In different sessions a few weeks before Halloween:
He said “I wonder if she knows that I think of her everyday, and especially on Halloween?”
She said “I wonder if he knows that he made me feel wanted like no one ever had. Just like Halloween, I felt possessed in the best possible way.”
Each of these clients came to therapy for help with coping with various stresses and disappointments, including work issues, health concerns and learning to cope with a troublesome sibling. And then they brought up the issue that so often comes forth: the loss of a special someone. And so it is for many people. Some time has gone by, life’s joys and troubles have intervened to transform the original sadness from a sleep- piercing pain, turning it into something soft and sacred. We begin with the things that are happening now, and that seem more “accessible.” Then eventually, there is a moment of quiet reflection and searching consideration before the words of wondering and longing well up in the clients throat, sometimes with a misty moisture in their faraway eyes.
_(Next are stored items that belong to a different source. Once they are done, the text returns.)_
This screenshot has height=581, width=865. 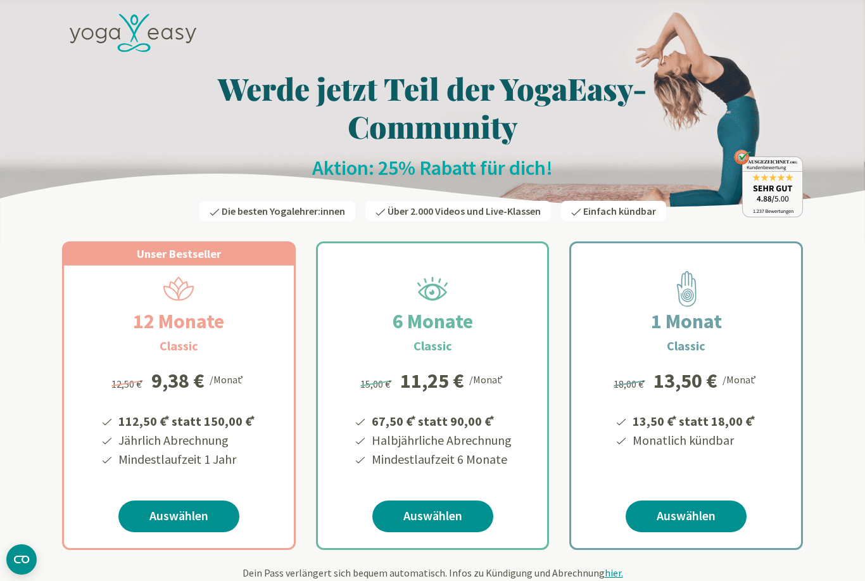 What do you see at coordinates (22, 559) in the screenshot?
I see `button: CMP-Widget öffnen` at bounding box center [22, 559].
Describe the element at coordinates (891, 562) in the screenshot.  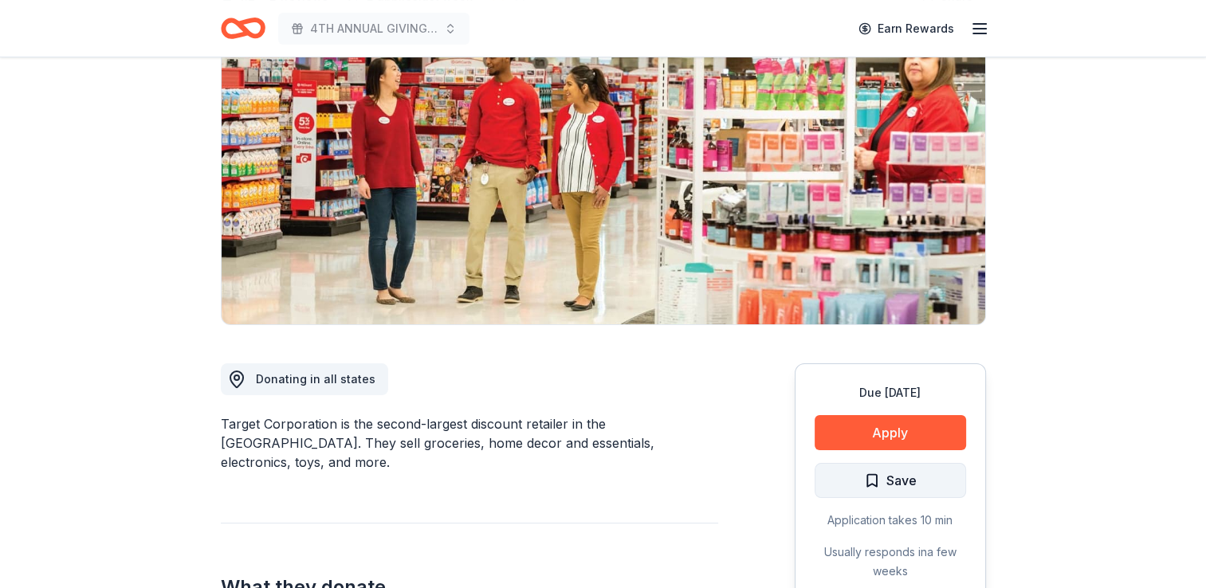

These conversations then take weeks to unfurl, and much longer to bring out in fullness and tenderness the ocean of thoughts and feelings that have been kept gently nestled near their hearts. The memories thrive like beings from another world, fed but seldom satiated by our deep emotional connections. We get glimpses of each other sometimes, if our imaginations look askance, like looking for dim stars by looking slightly away. And we can see each other more clearly when the memory is dressed in a gaudy costume and surprises us by hiding in plain sight.
As I drove home after these sessions, seeing Halloween decorations on the houses and in apartment windows, I thought: So many people miss someone. It’s no surprise that the notion of ghosts, and even goblins, persists.